The desperate Caribbean nation of Haiti, as revealed to us by such writers as Edwidge Danticat, is at the top of most "think you've got troubles?" lists. In her latest work, Elizabeth Abbott, whose last work also centered on the Caribbean (Sugar: A Bittersweet History), recounts Haiti's grim history, starting with its 1803 independence from France, through the multi-generational Duvalier regime, which may have set all records for corruption. (Abbott also wrote their biography). "The Duvalier regime slaughtered at least 50,000 people, drove a million Haitians into exile, and tortured hundreds of thousands more," writes the author. The primitive nation's sheer inability to cope came to the fore during the 2010 earthquake that left one million homeless. While Abbott doesn't offer any magic formula to change things, she does observe the Haitian people are "extraordinarily resilient."
Historian Elizabeth Abbott is a senior research associate and former Dean of Women at Trinity College, University of Toronto. Her four other histories have been translated into sixteen languages.
So Much Aid, So Little Development -- Stories from Pakistan, Woodrow Wilson Center/Johns Hopkins Press '11 paperback. $25, 204 pages, ASIN #142140138X. Index, no bibliography, footnotes, unillustrated.
From the back cover:
"Pakistan has received more than $20 billion in external development assistance but has made little evident improvement in its social indicators. So Much Aid, So Little Development offers a fresh explanation for this outcome. The author, Samia Altaf, a physician and public health specialist, follows one major initiative, the Social Action Program developed by the Pakistani government in 1992 and funded by the World Bank to the tune of hundreds of millions of dollars. In an engrossing account that reads almost like a novel, at times hilarious, at others heartbreaking, she tells the story of the program's shortcomings through a series of eyewitness vignettes. She begins with planning meetings in Islamabad, moves through layer after layer of the Pakistani bureaucracy down to the village health trainee, and then returns to Washington for the evaluation.
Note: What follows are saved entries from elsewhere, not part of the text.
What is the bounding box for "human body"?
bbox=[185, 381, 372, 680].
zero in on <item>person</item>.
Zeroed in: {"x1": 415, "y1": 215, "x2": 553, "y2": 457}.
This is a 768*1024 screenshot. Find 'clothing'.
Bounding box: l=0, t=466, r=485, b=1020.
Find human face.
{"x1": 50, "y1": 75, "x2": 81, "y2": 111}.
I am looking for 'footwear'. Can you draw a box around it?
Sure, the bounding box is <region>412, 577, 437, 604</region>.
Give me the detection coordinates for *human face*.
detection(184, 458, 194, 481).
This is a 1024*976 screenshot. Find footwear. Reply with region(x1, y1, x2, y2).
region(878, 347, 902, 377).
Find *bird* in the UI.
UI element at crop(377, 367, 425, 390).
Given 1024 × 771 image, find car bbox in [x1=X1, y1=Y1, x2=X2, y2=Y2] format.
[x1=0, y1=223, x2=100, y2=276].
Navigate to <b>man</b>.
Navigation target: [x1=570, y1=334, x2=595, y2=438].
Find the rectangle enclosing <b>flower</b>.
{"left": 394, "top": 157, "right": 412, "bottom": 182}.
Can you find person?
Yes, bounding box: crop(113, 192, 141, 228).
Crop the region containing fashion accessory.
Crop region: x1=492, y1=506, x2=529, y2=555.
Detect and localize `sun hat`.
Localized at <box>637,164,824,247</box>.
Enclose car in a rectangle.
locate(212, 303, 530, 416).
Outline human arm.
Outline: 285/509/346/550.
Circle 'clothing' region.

At every stage, she finds skewed incentives, misplaced priorities, and inappropriate designs diverting the project from its original intentions and ambitions. In the process. Altaf introduces into the development conversation the human dimension that most frameworks have neglected to their detriment.
Samia Waheed Altaf, a 2007 Pakistan Scholar at the Woodrow Wilson Center, was formerly the senior advisor to the Office of Health in the USAID Mission in Islamabad, Pakistan.
Politics, Culture, and Sociability in the Basque Nationalist Party by Roland Vazquez, UNevada Press '10, Index, bibliography, notes, glossary, three appendices, grouping of b&w images.
A brief excerpt:
"The book does not simply concern political ideas and ideology, but political organization as well. I believe that this has been a significant void in the research on Basque politics, and it is one that is even more pronounced in the study of politics from an institutional perspective, in the Basque case as well as more pervasively....Although organizations such as parties represent wha might be called important meso-level realities, political scientists and sociologists have tended to focus on party systems and voting data at the expense of studying the organizations themselves....On the other hand, anthropologists have often been far too quick to jump directly from the local to the global....Parties and other political organizations do continue to matter -- a fact that makes their empirical study of ongoing importance and the relative lack of such studies perplexing...."
Roland Vazquez is associate professor of social sciences and anthropology at Upper Iowa University in Fayette, Iowa.